Affordable Portfolio Series for Photographers
My previous column focused on books designed to get your photographer thinking more deeply about the craft.
In this second column, I’ll focus on some affordable book series that highlight individual photographers. Having some knowledge of the work of great photographers is an excellent resource to tap into when looking for inspiration.
Before I begin exploring book series that focus on individual photographers, I want to start by recommending a book that meets my original objectives of being both affordable and of high quality, while providing an extensive overview of great photographers.
Photography Visionaries by Mary Warner Marien offers up brief biographies of some of the world’s greatest photographers from the 19th Century into the 21st, putting them in context and explaining their significance. In each case she provides a few representative samples of their work. It is a great book to introduce photographers and those who love photography to the work of photographers that one might want to explore in more depth.
Contemporary photography can be head-scratching. I admit I am often confounded and skeptical of some of the photography that has been championed by the art establishment in recent years. Mary Warner Marien’s commentaries help shed light on why some contemporary photographers are hailed as visionaries. Whether or not you agree with the assessment, it is worth understanding the rationale.
Portfolio Series
One of the challenges of a website that includes reviews and commentaries on photography books is that limited demand means a published portfolio of any given photographer can be out of print by the time I have a chance to write about it.
The other challenge for this column is that I promised “affordable” books and those are becoming increasingly hard to come by.
But fortunately, there are a handful of publishers who offer relatively low-cost series that focus on individual photographers. Buying books in these series as gifts though, does require that you have some idea of what the tastes of your photographer might be.
Aperture Masters of Photography
Going back to the mid-1970s, the Aperture Foundation has been publishing small but well-printed books on individual photographers. Originally published as The History of Photography, they are now rebranded as Masters of Photography.
The books seem to go in and out of print – that is, in any given year the particular photographers who are available will change. In preparing this post, I found that Amazon had available new copies of Walker Evans, Paul Strand and Harry Callahan, along with used copies for maybe a dozen other photographers. Used versions, not surprisingly, vary greatly in cost and condition.
Starting a collection of these little books is a great way to be introduced to the work of great photographers of the 20th century.
Aperture Photography Workshop Series
A few years ago, Aperture began a new series, the Aperture Photography Workshop Series. Not strictly a portfolio series, these are marketed as workshops in book form. The stated intention is to give readers an experience similar to what they would receive if they were to attend a workshop with one of the photographers who is featured in each book.
I’m not sure these really succeed as substitutes for workshops. But what they do well is give the reader insight into how the photographer/author created his or her best known work. What they were trying to accomplish and what the particular circumstances were. Most valuable is that each serves as something of a mini-portfolio of the photographer’s work
Since they are all written by contemporary photographers, their names may not be as familiar as those in the Masters of Photography series (With the exception of the late Mary Ellen Mark). But, in reading each book, your photographer will gain an appreciation and understanding of some of today’s photographers.
A few years ago, the Library of Congress started publishing a series of books, Fields of Vision, drawing on the 172,000 negatives and transparencies in their collection from the Farm Security Administration (FSA), one of the most famous photographic projects of the 20th Century.
One of the things I like about this Fields of Vision series is that doesn’t focus simply on the best-known FSA photographers but draws on lesser-known photographers of the FSA, including women like Maron Post Wolcott and Esther Bubley and the great African-American photographer Gordon Parks.
Although the FSA project is primarily known for its work during the depression, it morphed into the Office of War Information and lasted into World War II. Bubley, for example, did not join the project until 1942 and her photographs represent the changed mission from documenting the depression to documenting home life in World War II. These small and very affordable books may represent the only available portfolios of some of these photographers.
The most extensive and available series of mini-portfolios might be the Photofile series published by Thames and Hudson.,
Don’t be fooled by the size of these books (which measure just 5 x 7 ½ inches). The reproductions are of good quality and in many cases the publishers had the good sense print horizontally-oriented pictures sideways so that they maximize the space available.
At last count, they had published more than 30 different titles, representing an eclectic selection of photographers. Each book begins with a brief introduction to the photographer, and ends with a short biography, bibliography and list of major exhibitions.
To their credit, the series avoids the U.S.-centric focus of other series like Aperture’s Masters of Photography, including Brazil’s Sebastiao Salgado, Czechoslovakia’s Josef Koudelka, Japan’s Daido Moriyama and Hungary’s Andre Kertesz among others.
The Photofile series allows your photographer to sample the work of photographers he or she may not know much about before investing in more costly and larger books.
I began these columns with the idea of providing a guide to affordable, good quality books that will broaden the horizons and challenge the intellect of any photographer who wants to take the craft seriously.
If you know a photographer who fits that category, I hope they will appreciate finding one or more of these books under the tree this year.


§ Exercise objective
Below are the records; collect from them each line containing the string "Herniorrafia".

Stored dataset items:
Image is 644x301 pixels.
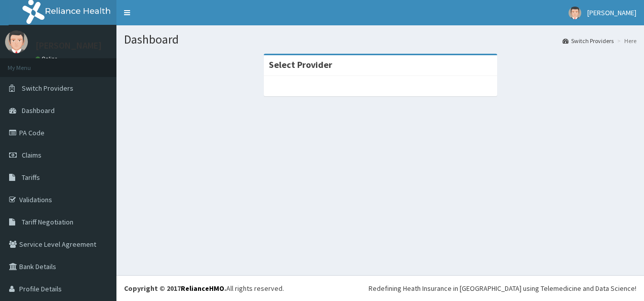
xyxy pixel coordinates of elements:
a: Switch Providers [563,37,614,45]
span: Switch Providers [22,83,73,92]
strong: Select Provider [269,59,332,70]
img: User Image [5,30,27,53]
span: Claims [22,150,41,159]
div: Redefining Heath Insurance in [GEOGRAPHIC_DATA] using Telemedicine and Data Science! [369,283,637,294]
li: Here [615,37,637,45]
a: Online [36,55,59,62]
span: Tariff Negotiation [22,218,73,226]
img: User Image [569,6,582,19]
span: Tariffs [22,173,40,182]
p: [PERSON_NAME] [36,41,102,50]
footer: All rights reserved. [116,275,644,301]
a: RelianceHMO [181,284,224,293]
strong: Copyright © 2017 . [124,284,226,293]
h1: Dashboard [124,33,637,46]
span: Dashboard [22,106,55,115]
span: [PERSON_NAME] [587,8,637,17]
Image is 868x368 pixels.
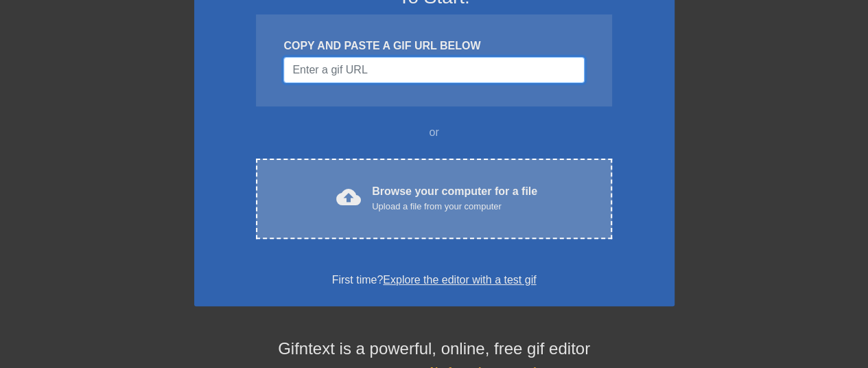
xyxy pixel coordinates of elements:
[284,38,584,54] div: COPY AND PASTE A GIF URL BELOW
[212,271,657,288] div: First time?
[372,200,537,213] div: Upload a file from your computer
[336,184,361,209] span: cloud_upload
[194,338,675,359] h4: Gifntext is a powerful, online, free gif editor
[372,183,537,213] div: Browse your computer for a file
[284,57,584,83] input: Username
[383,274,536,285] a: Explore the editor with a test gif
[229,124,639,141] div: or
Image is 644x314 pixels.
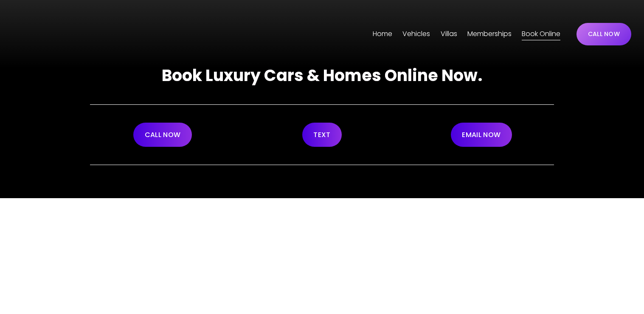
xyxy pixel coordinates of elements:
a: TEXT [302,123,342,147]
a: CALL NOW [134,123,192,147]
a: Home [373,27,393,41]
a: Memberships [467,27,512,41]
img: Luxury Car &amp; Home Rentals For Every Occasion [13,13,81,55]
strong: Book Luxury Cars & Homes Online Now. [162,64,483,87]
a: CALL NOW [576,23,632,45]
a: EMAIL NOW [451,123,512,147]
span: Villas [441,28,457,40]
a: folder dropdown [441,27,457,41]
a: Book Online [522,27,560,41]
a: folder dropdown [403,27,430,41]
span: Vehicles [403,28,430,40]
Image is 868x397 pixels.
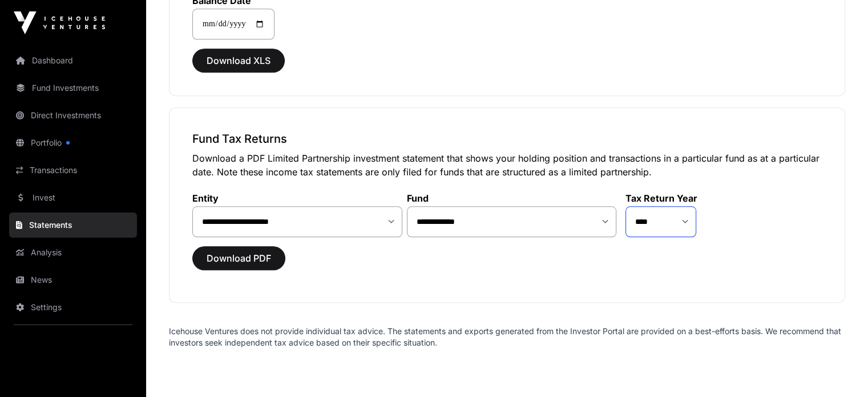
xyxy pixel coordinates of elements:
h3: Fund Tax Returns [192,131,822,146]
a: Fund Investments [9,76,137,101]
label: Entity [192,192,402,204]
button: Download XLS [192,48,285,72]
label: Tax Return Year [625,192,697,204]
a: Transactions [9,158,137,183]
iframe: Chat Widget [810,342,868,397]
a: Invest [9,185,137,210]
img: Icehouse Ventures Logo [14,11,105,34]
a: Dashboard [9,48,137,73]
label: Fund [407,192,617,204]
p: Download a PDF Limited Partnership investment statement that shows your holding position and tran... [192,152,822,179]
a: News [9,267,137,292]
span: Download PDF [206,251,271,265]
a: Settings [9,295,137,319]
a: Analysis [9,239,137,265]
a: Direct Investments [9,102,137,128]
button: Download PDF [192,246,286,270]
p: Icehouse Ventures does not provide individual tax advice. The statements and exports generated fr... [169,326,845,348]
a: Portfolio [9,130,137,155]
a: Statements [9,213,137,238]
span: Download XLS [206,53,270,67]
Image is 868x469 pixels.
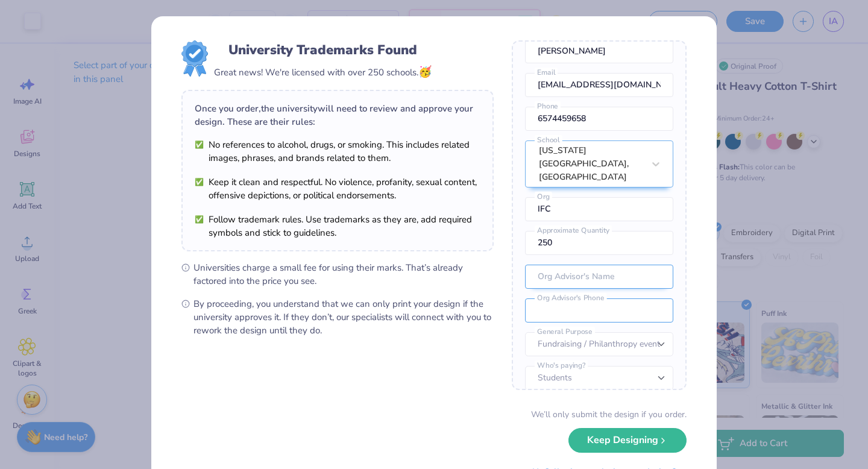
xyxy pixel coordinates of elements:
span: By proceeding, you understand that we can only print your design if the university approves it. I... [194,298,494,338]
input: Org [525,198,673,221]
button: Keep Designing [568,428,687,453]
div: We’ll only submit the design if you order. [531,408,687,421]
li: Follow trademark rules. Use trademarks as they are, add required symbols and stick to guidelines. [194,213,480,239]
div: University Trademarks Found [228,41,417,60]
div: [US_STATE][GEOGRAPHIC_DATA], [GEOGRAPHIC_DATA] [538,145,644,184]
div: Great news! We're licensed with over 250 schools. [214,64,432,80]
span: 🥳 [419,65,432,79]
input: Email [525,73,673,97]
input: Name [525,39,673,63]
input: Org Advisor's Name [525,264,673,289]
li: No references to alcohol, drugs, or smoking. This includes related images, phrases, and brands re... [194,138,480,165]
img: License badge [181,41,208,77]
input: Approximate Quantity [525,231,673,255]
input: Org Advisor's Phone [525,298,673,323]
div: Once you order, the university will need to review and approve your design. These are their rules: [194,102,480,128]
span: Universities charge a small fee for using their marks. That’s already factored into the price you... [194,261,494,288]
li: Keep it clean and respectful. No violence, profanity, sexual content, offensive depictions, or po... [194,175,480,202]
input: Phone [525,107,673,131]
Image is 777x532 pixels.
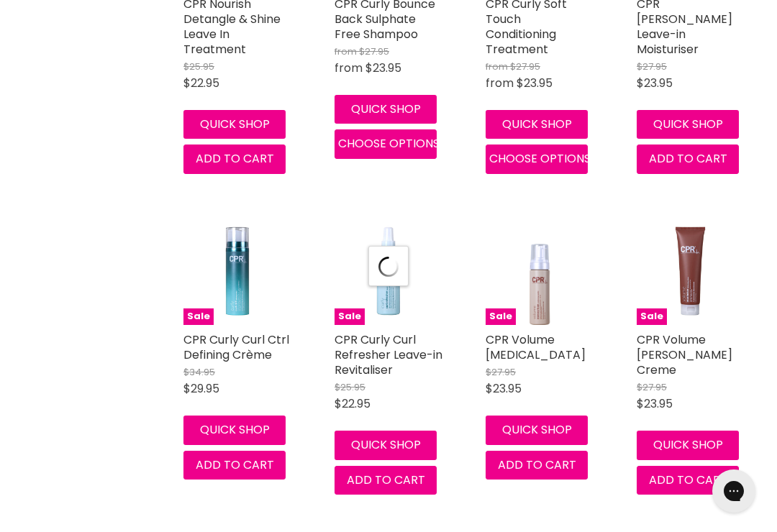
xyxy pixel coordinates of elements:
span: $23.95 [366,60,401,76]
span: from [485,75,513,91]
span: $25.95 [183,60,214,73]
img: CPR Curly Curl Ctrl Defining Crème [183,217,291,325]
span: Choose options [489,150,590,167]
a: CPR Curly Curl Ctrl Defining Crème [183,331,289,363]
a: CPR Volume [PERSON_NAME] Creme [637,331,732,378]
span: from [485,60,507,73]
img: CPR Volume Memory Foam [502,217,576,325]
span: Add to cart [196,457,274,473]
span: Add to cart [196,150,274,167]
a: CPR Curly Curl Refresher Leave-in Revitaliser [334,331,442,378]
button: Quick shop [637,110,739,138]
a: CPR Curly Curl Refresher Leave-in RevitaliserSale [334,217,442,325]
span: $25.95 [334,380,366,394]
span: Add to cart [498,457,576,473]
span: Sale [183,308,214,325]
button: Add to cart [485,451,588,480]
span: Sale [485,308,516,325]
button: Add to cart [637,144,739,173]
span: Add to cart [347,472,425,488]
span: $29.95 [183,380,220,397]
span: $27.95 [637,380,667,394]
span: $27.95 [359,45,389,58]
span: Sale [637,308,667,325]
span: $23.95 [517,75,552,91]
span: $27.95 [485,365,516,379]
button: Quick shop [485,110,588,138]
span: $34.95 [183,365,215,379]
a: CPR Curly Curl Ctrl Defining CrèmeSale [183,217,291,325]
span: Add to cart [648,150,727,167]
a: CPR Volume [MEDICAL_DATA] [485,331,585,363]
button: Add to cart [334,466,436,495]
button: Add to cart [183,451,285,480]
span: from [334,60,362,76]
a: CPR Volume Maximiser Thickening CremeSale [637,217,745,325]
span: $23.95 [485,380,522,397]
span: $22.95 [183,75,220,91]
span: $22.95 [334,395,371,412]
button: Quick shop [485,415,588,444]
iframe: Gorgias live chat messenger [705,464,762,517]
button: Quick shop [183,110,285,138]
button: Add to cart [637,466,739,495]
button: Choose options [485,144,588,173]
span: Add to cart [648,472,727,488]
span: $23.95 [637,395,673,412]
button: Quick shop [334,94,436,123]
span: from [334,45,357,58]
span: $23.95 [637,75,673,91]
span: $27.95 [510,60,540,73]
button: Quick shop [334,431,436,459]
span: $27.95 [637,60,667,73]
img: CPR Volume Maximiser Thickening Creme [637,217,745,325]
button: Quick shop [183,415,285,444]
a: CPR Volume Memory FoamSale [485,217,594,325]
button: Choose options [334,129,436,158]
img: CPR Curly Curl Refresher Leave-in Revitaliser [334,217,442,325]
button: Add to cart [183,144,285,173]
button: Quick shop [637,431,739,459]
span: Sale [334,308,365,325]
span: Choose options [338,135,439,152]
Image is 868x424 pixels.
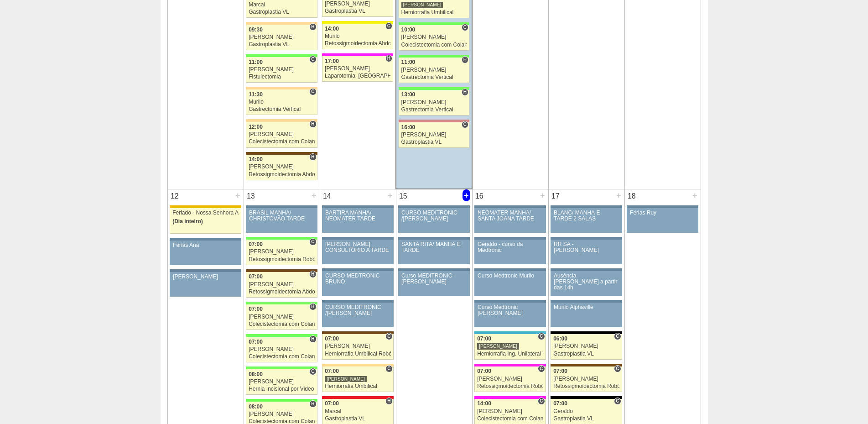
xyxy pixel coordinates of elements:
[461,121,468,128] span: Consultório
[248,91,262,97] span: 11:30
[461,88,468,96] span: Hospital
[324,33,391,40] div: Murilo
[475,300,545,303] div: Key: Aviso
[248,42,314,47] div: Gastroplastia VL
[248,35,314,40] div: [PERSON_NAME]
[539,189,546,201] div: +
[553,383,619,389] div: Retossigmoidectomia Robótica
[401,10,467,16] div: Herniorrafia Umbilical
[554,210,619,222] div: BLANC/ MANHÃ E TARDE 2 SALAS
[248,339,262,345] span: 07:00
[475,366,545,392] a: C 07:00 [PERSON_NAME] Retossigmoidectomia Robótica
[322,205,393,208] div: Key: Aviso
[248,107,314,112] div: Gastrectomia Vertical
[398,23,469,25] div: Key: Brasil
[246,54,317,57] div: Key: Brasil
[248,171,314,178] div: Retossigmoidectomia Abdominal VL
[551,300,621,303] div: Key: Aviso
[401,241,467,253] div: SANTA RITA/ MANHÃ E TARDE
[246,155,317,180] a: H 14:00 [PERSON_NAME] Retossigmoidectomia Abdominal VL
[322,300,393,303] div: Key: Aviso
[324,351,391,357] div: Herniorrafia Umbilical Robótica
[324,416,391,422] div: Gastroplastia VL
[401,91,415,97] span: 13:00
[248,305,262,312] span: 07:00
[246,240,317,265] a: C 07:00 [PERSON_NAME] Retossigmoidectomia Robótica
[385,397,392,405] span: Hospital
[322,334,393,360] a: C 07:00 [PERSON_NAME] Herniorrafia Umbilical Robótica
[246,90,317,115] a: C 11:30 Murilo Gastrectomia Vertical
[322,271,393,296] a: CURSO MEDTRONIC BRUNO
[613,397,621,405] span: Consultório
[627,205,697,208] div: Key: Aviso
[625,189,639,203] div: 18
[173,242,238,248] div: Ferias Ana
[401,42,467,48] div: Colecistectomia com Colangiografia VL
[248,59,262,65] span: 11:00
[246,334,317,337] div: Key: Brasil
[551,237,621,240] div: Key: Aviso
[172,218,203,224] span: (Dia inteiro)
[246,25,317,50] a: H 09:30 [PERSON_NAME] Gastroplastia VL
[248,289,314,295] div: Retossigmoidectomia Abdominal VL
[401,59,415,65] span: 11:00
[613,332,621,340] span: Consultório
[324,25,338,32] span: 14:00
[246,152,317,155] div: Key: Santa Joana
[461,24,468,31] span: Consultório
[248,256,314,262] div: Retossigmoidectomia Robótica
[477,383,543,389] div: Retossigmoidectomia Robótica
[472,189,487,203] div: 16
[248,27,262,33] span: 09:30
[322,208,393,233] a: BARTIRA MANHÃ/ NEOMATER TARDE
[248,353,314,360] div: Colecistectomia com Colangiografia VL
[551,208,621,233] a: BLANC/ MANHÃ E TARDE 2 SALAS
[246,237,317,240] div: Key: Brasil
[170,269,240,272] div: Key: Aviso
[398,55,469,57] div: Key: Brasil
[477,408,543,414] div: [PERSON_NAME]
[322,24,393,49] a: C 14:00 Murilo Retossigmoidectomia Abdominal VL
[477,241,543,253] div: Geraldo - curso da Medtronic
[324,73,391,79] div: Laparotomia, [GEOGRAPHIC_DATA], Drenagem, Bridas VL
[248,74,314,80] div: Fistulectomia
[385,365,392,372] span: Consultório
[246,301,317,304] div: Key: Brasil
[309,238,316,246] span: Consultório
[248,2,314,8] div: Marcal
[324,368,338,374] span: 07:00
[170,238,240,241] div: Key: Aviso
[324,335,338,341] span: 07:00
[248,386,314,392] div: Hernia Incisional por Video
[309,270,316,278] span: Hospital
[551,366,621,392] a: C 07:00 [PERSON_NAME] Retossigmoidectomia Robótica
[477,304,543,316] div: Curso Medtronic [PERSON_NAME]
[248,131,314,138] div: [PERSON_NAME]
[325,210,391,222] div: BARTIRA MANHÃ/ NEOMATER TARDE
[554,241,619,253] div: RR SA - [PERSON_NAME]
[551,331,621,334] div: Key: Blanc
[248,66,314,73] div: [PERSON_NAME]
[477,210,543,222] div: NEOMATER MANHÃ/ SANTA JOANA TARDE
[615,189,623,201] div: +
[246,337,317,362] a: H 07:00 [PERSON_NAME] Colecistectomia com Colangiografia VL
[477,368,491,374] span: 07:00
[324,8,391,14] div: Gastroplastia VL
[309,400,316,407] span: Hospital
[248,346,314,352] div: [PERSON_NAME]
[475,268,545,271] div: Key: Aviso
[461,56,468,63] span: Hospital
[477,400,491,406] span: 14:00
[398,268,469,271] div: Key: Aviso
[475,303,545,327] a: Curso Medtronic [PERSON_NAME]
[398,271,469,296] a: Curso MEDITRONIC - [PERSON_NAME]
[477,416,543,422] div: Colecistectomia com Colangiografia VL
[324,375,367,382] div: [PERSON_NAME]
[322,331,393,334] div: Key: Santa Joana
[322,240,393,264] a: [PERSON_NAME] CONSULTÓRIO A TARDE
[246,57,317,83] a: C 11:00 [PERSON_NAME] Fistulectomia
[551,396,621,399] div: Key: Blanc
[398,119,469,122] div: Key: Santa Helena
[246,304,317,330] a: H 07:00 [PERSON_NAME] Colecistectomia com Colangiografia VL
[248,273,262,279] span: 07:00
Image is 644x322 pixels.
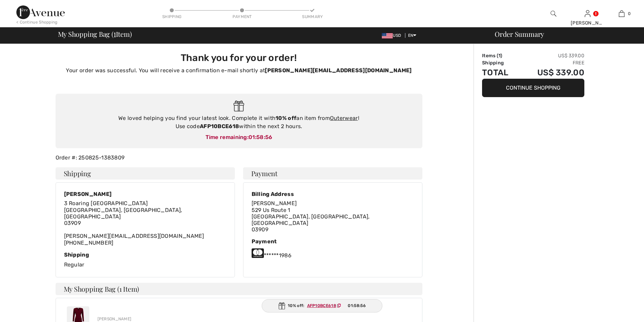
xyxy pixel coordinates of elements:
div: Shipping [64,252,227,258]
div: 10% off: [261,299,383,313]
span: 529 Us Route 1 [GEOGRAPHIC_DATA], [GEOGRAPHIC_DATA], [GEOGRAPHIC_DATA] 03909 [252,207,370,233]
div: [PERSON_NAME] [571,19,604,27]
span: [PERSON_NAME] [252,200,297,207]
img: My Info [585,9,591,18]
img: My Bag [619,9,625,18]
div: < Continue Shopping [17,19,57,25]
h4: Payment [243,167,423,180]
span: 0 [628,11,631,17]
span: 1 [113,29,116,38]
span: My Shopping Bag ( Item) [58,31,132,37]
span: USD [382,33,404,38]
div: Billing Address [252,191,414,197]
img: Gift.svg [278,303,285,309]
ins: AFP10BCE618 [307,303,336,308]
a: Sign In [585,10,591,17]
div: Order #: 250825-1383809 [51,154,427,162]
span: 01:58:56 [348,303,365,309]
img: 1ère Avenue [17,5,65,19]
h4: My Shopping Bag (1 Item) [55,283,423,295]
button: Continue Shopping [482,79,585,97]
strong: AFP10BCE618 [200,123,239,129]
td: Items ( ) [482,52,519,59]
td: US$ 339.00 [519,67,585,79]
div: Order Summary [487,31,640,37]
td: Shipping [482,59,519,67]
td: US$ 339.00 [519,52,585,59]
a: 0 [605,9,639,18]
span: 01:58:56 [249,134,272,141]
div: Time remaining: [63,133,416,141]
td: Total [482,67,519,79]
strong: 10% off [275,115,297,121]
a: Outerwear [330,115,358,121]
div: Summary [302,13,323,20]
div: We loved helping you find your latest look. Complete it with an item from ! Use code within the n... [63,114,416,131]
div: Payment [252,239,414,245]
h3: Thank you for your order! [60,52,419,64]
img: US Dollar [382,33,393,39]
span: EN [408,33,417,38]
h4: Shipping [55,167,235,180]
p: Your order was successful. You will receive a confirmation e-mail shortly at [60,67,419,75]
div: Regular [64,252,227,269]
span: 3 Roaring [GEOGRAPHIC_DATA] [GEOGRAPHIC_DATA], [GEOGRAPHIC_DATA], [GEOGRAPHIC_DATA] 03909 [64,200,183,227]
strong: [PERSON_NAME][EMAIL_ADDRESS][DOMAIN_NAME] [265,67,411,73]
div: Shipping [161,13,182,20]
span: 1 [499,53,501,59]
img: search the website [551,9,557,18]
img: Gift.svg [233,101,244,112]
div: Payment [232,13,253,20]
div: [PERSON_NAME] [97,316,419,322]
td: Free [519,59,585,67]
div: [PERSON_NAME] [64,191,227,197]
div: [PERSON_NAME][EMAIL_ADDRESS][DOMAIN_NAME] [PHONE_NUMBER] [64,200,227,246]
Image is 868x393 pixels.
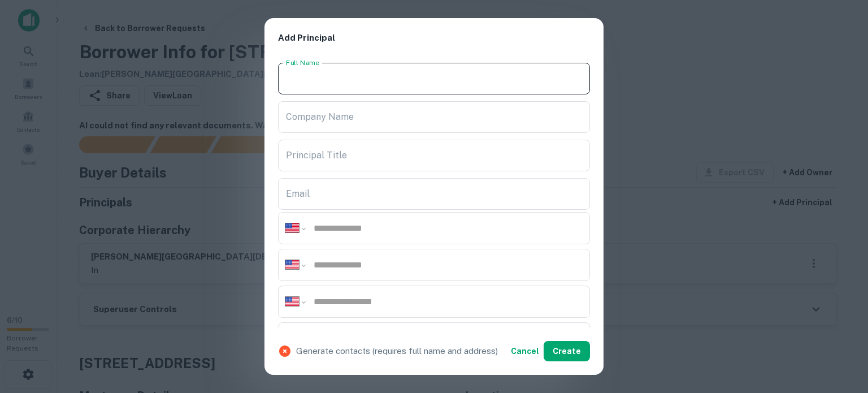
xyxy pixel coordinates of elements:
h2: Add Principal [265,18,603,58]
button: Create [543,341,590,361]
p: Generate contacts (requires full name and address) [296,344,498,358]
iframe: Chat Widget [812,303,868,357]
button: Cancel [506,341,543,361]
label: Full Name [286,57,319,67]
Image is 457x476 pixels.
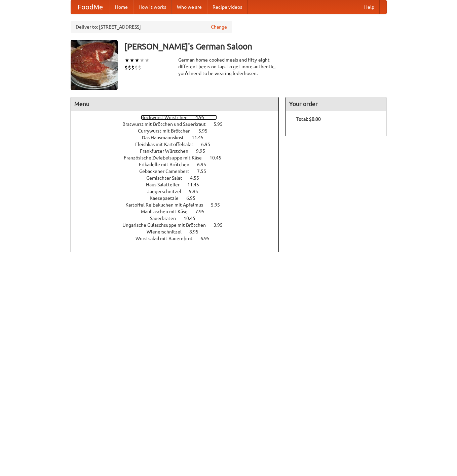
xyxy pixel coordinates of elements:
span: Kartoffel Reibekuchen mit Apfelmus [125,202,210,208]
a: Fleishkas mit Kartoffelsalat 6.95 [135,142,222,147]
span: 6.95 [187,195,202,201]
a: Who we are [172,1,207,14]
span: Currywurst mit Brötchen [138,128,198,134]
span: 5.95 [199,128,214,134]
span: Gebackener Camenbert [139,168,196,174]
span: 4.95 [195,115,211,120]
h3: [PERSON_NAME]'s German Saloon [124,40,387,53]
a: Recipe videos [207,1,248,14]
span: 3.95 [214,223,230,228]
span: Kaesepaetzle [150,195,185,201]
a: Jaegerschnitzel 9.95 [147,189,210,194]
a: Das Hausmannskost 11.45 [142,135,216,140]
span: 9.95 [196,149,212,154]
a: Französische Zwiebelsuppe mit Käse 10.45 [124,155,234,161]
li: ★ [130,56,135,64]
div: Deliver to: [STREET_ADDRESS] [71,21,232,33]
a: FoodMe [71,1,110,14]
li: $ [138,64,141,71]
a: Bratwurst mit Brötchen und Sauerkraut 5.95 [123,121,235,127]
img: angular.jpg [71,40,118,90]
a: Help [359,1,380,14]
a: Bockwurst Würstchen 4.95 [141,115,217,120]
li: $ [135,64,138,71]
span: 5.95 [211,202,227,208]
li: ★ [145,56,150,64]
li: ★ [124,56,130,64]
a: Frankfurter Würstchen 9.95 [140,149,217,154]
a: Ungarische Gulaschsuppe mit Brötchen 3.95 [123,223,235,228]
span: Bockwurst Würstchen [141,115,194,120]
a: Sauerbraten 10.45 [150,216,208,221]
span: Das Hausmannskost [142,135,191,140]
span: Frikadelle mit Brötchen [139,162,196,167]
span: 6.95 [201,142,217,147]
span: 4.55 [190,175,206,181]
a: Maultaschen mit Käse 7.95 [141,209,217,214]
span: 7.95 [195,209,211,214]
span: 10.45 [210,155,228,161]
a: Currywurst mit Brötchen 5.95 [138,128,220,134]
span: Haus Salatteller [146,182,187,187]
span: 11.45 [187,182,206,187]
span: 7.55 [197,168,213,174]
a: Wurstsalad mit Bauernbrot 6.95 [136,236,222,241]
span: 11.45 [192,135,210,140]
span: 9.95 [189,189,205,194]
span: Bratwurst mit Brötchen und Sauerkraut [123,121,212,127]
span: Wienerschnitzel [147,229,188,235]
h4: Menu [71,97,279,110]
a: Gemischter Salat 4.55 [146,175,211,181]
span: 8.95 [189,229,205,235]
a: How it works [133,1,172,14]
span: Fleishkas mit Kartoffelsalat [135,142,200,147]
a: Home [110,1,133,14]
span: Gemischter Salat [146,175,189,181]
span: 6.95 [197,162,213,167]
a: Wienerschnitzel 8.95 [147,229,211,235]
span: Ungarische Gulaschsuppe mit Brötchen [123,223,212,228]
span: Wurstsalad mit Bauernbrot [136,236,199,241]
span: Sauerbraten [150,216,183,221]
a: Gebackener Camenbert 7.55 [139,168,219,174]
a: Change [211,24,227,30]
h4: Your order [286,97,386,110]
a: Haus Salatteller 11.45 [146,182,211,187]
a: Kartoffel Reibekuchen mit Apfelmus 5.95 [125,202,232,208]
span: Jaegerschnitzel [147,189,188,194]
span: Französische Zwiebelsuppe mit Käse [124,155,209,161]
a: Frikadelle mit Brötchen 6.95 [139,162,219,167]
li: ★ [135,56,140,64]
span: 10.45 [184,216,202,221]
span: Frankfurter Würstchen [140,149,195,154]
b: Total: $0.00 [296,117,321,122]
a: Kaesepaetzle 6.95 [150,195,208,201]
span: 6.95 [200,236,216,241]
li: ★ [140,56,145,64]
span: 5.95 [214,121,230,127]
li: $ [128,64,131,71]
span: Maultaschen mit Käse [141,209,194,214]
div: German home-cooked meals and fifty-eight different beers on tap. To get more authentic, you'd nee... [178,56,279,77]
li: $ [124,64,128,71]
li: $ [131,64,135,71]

§ Task output
[401,10,467,16] div: Herniorrafia Umbilical
[324,351,391,357] div: Herniorrafia Umbilical Robótica
[322,334,393,360] a: C 07:00 [PERSON_NAME] Herniorrafia Umbilical Robótica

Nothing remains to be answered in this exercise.